Tuesday, May 22, 2012

Confetti Covered Quicksand by Amy Asbury

(The Sunset Strip Diaries series, book 2)
Fresh from the Sunset Strip in Hollywood, Amy Asbury is at a crossroads. The grunge scene took over and left her hair band crowd in the dust. Where to go? What to do? It was as if a three year long party had just been broken up and no one remembered where they lived. Everyone was left with an identity crisis. Those who turned to drugs found themselves spinning out of control, especially Amy’s friend Birdie.
The Sunset Strip girls migrated into the mainstream LA club scene and took over the VIP rooms. Read about lots of run-ins with 1990’s stars like Anna Nicole Smith, Pamela Anderson, and many others. What happened inside the clubs? Read about the insane nights of young twenty-somethings on the loose in Los Angeles.
When Amy became overwhelmed by LA, she headed for Aspen, Colorado. Read about the total chaos inside the closed doors of Aspen ski lodges, where cocaine was king. The death of a close friend caused her to sink into an ugly depression. Will she turn to drugs to comfort herself?
This is a true story of a girl in Los Angeles, trying to survive on her looks and struggling with her identity. It is about using drugs and alcohol to cover up pain and humiliation. Can she find happiness in the emptiest, numbest city in the world?

A quote from page 146: “Los Angeles makes me sad. It’s like confetti covered quicksand. You don’t notice you are sinking, because there is always a party going on around you, so sensationally slick and fun.”

Amy finds herself lost, not sure where to turn now that her party scene on the Sunset Strip has officially been taken over by the grunge movement. Does she stick around and become a washed up has-been, does she move? No. She does the only thing that she can think of to keep the party going; she redefines herself and makes new friends who are tuned into the new LA club scene. She manages to make herself an “it-girl” in the club scene, and continues the constant party that her life has become over the past three years. Her life is just as chaotic now as it was during the glam rock scene, which actually surprised me. She’s still hanging out with dancers, getting blackout drunk, obsessing about her looks, and having frequent celebrity run-ins with people such as Tommy Lee, Leonardo DiCaprio, Matt LeBlanc, and Anna Nicole Smith.

She finally moves to Aspen, Colorado after having a breakdown, losing a number of her close friends, and trying to distance herself from her friend Birdie, who is now a full blown heroin junkie. As she takes in Aspen, she quotes “I half expected some yodeling son of a bitch to zoom by me on a bobsled or the Von Trapps from The Sound of Music to come frolicking over the mountaintops.” That made me giggle : ) She quickly finds the party scene in Aspen, at which time she finds out the drug of choice that everyone seems to be doing there is cocaine. One guy actually deals coke to his own parents! His own parents! Is this real life?! I was continually shocked reading this book, and I really thought after reading The Sunset Strip Diaries that nothing in this book would wow me the way the stories in that book did; I was wrong.

The stories in this book are just as ridiculous, which just goes to show you that even though the glam rock scene on the Sunset Strip died, Amy still found a way to keep her party alive. It was kind of mindboggling just how much energy she put into completely revamping her look, attitude, and trying not to look “white trash” just so she could keep partying with the “in-crowd.” When one of her close friends died, I was a little bit heartbroken. I kind of had an inkling it was coming, but I just didn’t want to believe it.

Like I said in my review of The Sunset Strip Diaries, Amy’s writing style makes you feel like you’re right there with her experiencing all of this craziness first hand. It’s captivating, scandalous, and incredibly delicious.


* [EXERCISE DETAILS]
Each line of the data must be set down again without a single difference.

Records drawn from a dataset:
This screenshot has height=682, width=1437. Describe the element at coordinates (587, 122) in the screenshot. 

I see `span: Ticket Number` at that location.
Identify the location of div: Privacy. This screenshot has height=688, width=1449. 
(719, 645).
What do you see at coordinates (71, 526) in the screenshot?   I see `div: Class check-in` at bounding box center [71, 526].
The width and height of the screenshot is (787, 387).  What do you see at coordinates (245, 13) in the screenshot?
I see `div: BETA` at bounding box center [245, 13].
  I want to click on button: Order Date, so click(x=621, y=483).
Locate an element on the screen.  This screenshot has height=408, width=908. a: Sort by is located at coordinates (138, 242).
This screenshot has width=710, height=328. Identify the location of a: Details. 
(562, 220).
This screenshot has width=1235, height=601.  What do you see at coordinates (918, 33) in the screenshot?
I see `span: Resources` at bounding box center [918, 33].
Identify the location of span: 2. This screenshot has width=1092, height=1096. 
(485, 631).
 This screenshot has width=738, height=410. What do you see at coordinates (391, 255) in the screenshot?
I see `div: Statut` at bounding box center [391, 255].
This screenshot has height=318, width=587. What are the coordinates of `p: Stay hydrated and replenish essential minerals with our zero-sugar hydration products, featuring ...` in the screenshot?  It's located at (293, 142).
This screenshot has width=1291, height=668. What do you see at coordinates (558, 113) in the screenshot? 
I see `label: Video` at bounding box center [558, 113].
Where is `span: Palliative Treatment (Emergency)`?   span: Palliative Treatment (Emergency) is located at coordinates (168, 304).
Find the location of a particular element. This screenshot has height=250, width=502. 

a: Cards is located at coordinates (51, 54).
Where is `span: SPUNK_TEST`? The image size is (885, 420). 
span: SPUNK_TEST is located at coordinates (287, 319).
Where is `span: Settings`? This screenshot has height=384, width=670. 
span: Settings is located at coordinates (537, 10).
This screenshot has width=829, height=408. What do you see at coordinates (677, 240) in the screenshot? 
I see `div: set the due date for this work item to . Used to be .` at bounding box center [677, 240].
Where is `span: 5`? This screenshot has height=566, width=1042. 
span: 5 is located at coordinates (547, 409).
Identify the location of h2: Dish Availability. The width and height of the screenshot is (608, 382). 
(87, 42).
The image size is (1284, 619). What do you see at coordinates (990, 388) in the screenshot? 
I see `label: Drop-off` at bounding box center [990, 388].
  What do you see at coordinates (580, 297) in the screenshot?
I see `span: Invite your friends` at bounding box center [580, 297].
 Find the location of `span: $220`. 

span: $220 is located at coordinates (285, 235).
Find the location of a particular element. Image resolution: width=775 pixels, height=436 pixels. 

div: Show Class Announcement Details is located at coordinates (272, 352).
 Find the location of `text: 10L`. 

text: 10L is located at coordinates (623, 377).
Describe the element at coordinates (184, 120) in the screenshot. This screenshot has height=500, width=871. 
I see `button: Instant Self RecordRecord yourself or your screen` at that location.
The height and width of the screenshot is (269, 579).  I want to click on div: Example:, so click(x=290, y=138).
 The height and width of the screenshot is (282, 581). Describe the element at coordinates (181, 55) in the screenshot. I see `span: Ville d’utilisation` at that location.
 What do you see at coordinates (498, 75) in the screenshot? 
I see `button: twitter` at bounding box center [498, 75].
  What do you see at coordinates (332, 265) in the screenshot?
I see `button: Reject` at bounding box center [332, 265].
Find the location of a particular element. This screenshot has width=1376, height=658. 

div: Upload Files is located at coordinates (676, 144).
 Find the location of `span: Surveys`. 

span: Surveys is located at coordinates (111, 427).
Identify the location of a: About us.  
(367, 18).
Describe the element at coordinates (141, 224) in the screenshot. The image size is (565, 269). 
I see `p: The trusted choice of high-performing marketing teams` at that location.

* [EXERCISE RESULT]
This screenshot has height=682, width=1437. Describe the element at coordinates (587, 122) in the screenshot. 

I see `span: Ticket Number` at that location.
Identify the location of div: Privacy. This screenshot has height=688, width=1449. 
(719, 645).
What do you see at coordinates (71, 526) in the screenshot?   I see `div: Class check-in` at bounding box center [71, 526].
The width and height of the screenshot is (787, 387).  What do you see at coordinates (245, 13) in the screenshot?
I see `div: BETA` at bounding box center [245, 13].
  I want to click on button: Order Date, so click(x=621, y=483).
Locate an element on the screen.  This screenshot has height=408, width=908. a: Sort by is located at coordinates (138, 242).
This screenshot has width=710, height=328. Identify the location of a: Details. 
(562, 220).
This screenshot has width=1235, height=601.  What do you see at coordinates (918, 33) in the screenshot?
I see `span: Resources` at bounding box center [918, 33].
Identify the location of span: 2. This screenshot has width=1092, height=1096. 
(485, 631).
 This screenshot has width=738, height=410. What do you see at coordinates (391, 255) in the screenshot?
I see `div: Statut` at bounding box center [391, 255].
This screenshot has height=318, width=587. What are the coordinates of `p: Stay hydrated and replenish essential minerals with our zero-sugar hydration products, featuring ...` in the screenshot?  It's located at (293, 142).
This screenshot has width=1291, height=668. What do you see at coordinates (558, 113) in the screenshot? 
I see `label: Video` at bounding box center [558, 113].
Where is `span: Palliative Treatment (Emergency)`?   span: Palliative Treatment (Emergency) is located at coordinates (168, 304).
Find the location of a particular element. This screenshot has height=250, width=502. 

a: Cards is located at coordinates (51, 54).
Where is `span: SPUNK_TEST`? The image size is (885, 420). 
span: SPUNK_TEST is located at coordinates (287, 319).
Where is `span: Settings`? This screenshot has height=384, width=670. 
span: Settings is located at coordinates (537, 10).
This screenshot has width=829, height=408. What do you see at coordinates (677, 240) in the screenshot? 
I see `div: set the due date for this work item to . Used to be .` at bounding box center [677, 240].
Where is `span: 5`? This screenshot has height=566, width=1042. 
span: 5 is located at coordinates (547, 409).
Identify the location of h2: Dish Availability. The width and height of the screenshot is (608, 382). 
(87, 42).
The image size is (1284, 619). What do you see at coordinates (990, 388) in the screenshot? 
I see `label: Drop-off` at bounding box center [990, 388].
  What do you see at coordinates (580, 297) in the screenshot?
I see `span: Invite your friends` at bounding box center [580, 297].
 Find the location of `span: $220`. 

span: $220 is located at coordinates (285, 235).
Find the location of a particular element. Image resolution: width=775 pixels, height=436 pixels. 

div: Show Class Announcement Details is located at coordinates (272, 352).
 Find the location of `text: 10L`. 

text: 10L is located at coordinates (623, 377).
Describe the element at coordinates (184, 120) in the screenshot. This screenshot has height=500, width=871. 
I see `button: Instant Self RecordRecord yourself or your screen` at that location.
The height and width of the screenshot is (269, 579).  I want to click on div: Example:, so click(x=290, y=138).
 The height and width of the screenshot is (282, 581). Describe the element at coordinates (181, 55) in the screenshot. I see `span: Ville d’utilisation` at that location.
 What do you see at coordinates (498, 75) in the screenshot? 
I see `button: twitter` at bounding box center [498, 75].
  What do you see at coordinates (332, 265) in the screenshot?
I see `button: Reject` at bounding box center [332, 265].
Find the location of a particular element. This screenshot has width=1376, height=658. 

div: Upload Files is located at coordinates (676, 144).
 Find the location of `span: Surveys`. 

span: Surveys is located at coordinates (111, 427).
Identify the location of a: About us.  
(367, 18).
Describe the element at coordinates (141, 224) in the screenshot. The image size is (565, 269). 
I see `p: The trusted choice of high-performing marketing teams` at that location.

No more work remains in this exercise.